Luxury goods sector gloom after Hermes & Richemont report
The crisis in the luxury goods sector has deepened with declining sales in key consumer markets.
Swiss group Richemont, the producer of Cartier and Montblanc jewelry, along with French fashion house Hermes have warned of sliding global sales.
Richemont expects a 45 percent drop in first-half operating profit, while Hermes abandoned its mid-term target for eight percent growth in annual sales.
Share prices of both companies have fallen, dragging other luxury stocks down with them. Hermes was down 6.5 percent, Richemont dropped four percent.
“The luxury market is suffering. Richemont and Hermes have both delivered downbeat trading updates and their stocks are being sold off in sharp fashion as a result,” said Neil Wilson, markets analyst at ETX, as quoted by The Guardian.
He added that sales and profits had also fallen at Burberry and Swatch, with Tiffany posting in May the sharpest drop in sales since the financial crisis.
The key consumer markets such as Hong Kong and Macau have shrunk with a drop in demand partially caused by the Chinese authorities’ crackdown on corruption and excess.
The European market has turned a cold shoulder on the luxury goods industry following several terrorist attacks that have kept foreign tourists away from some of the region’s top shopping destinations such as Paris.
#Richemont, Hermes slump as luxury-goods malaise worsens https://t.co/CMMk8A8R6e via @gretlerc@tgbuckleypic.twitter.com/ThMps5zr7U
— Bloomberg Geneva (@BloombergGeneva) September 14, 2016
Richemont’s sales have declined in all the regions, with the biggest loss of 20 percent in Europe. In Japan demand dropped 15 percent partly due to a strong yen and slowed tourist spending in the country. The UK is the only region showing sales growth thanks to the sharp fall in the value of the sterling following the Brexit vote.
Hermes said that despite the caution the company managed to raise sales in Europe by eight percent in the first half of the year.
“We have to be frank and transparent, we see first half results that were better than we expected, but there is a lot of uncertainty around the world and the rigidity of written guidance means we are less flexible,” said Chief Executive Officer Axel Dumas.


» Activity: Copy out every line of the data that has the word "content" somewhere in it.

» Records for processing:
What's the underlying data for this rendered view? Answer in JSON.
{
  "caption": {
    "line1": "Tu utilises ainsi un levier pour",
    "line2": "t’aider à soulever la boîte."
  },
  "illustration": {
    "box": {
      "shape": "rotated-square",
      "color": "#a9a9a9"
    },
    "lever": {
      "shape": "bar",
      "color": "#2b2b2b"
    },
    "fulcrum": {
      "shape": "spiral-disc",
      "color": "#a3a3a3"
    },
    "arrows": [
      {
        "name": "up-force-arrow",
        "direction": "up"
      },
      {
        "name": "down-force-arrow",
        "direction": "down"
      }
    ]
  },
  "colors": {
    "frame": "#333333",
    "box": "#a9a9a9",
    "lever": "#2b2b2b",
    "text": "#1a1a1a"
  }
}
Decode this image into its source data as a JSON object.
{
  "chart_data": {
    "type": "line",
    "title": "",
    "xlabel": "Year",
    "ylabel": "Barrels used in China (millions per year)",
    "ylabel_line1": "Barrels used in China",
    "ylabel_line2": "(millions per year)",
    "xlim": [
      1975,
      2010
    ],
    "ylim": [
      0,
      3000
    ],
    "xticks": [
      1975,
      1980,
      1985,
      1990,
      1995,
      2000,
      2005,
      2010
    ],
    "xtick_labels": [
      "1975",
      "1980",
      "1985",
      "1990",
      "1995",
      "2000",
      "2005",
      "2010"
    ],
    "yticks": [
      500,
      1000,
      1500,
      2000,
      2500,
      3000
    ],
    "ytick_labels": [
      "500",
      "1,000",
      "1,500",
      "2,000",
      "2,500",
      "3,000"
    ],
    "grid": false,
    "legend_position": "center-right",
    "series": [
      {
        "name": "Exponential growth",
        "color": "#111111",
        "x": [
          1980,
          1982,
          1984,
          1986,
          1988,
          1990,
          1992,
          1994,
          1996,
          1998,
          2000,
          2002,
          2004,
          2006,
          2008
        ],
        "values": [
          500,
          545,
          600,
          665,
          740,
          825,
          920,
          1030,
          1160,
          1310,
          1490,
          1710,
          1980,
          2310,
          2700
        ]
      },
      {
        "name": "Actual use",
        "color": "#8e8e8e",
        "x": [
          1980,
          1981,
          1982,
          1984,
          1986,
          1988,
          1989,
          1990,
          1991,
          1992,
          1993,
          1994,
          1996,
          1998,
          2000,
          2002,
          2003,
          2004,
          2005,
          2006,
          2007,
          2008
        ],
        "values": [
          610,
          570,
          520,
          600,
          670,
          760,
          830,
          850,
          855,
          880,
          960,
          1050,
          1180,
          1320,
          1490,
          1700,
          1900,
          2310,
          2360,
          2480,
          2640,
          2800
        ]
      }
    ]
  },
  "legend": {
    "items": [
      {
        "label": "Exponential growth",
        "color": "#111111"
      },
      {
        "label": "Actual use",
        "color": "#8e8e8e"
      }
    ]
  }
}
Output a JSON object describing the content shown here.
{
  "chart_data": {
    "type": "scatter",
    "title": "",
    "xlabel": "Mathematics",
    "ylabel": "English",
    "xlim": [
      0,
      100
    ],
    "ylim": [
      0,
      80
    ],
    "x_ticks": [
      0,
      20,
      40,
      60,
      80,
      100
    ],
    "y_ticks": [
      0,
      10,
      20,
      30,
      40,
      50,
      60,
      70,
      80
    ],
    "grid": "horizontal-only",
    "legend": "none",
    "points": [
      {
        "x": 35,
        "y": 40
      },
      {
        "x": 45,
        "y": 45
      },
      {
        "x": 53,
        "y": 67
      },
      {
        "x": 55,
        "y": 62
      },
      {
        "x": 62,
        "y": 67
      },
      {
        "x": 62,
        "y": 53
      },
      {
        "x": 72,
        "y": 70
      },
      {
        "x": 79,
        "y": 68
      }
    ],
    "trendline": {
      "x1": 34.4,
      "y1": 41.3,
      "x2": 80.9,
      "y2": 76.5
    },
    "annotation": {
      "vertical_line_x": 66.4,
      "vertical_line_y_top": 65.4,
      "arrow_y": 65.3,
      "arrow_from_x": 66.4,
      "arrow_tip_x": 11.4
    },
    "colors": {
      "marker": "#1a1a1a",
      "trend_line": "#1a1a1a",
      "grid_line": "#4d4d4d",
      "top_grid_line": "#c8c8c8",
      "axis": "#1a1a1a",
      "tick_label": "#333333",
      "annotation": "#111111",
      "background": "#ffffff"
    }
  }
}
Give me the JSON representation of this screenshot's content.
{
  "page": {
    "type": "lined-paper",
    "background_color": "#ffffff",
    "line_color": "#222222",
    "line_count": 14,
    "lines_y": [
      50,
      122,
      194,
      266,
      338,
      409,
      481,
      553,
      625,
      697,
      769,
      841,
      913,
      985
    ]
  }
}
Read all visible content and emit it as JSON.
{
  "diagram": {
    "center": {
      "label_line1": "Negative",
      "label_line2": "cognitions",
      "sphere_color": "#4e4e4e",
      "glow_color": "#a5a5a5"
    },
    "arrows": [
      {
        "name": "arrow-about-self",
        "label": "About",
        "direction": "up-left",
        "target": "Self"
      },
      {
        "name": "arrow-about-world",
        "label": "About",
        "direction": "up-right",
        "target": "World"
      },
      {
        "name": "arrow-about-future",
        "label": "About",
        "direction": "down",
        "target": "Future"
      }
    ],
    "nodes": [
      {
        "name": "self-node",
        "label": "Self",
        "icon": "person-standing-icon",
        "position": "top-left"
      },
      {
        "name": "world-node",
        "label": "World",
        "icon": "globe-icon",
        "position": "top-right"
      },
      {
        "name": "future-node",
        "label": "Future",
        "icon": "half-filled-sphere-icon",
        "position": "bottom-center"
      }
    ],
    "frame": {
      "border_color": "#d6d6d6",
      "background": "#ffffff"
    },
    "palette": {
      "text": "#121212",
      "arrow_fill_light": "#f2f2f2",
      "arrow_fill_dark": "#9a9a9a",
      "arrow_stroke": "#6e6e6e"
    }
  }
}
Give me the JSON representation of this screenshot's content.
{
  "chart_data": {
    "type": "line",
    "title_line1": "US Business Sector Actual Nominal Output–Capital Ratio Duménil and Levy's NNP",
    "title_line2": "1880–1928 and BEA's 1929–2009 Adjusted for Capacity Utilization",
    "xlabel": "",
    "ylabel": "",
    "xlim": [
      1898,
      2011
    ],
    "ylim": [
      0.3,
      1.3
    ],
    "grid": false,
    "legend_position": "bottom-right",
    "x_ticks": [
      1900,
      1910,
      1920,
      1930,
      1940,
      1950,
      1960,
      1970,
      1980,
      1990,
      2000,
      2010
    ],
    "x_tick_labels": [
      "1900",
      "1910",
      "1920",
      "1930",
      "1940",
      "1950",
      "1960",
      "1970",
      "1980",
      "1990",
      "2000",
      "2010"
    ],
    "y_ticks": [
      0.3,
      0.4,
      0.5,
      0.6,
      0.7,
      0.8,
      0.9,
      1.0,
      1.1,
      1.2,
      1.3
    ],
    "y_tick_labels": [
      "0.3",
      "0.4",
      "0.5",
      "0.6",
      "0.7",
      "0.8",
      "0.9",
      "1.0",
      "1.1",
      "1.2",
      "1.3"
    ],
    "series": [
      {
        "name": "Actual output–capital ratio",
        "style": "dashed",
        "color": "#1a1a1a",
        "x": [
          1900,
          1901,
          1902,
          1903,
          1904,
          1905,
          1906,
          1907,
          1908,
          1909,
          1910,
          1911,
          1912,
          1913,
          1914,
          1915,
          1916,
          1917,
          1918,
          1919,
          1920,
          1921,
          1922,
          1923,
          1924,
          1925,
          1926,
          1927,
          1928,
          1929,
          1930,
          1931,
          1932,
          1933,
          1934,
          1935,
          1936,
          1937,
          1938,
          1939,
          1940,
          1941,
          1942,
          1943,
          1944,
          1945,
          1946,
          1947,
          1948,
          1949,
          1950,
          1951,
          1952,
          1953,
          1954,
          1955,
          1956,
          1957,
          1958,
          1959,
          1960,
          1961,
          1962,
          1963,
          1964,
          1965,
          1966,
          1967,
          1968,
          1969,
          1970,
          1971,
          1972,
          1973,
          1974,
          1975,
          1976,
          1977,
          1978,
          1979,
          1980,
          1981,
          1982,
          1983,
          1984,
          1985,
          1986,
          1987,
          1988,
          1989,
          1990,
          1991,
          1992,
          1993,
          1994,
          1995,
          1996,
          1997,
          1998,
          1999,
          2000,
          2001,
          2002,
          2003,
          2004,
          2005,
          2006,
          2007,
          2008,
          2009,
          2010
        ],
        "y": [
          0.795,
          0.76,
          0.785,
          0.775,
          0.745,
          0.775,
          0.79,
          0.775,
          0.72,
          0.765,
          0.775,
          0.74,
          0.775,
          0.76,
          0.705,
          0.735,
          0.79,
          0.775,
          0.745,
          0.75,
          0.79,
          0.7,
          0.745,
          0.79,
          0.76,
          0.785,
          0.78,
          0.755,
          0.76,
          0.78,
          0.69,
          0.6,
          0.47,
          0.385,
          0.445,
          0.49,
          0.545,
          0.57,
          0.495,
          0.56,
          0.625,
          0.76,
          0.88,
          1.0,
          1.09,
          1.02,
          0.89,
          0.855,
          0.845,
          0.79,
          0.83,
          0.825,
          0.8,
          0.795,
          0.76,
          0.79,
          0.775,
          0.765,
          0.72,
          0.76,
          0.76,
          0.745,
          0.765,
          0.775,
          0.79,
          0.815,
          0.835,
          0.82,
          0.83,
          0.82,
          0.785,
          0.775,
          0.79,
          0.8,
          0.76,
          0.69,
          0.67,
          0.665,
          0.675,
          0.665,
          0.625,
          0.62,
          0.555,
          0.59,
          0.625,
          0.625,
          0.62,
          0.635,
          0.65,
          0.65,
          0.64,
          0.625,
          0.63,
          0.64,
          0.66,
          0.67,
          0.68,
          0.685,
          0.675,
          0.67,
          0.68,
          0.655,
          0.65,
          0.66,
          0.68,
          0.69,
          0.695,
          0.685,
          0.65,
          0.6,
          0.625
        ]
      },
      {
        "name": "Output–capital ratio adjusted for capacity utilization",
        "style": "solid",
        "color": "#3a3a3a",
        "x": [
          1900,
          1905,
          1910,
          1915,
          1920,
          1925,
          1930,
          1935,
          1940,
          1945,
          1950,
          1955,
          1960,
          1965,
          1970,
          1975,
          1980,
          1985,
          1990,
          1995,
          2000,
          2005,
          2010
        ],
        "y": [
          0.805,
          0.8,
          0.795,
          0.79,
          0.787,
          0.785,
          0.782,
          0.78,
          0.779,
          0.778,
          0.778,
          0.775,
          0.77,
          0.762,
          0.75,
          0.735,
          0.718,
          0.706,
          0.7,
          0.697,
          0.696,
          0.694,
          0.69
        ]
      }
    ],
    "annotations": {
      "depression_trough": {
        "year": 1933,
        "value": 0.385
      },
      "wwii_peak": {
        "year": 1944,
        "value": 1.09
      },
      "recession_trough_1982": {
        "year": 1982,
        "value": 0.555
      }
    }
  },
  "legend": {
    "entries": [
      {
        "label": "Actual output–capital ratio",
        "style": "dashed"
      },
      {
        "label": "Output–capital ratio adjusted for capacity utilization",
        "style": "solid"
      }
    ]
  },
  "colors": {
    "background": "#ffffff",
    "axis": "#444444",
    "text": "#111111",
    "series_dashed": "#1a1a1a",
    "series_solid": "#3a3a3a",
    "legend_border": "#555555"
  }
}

» Written response:
Output a JSON object describing the content shown here.
Give me the JSON representation of this screenshot's content.
Read all visible content and emit it as JSON.
Give me the JSON representation of this screenshot's content.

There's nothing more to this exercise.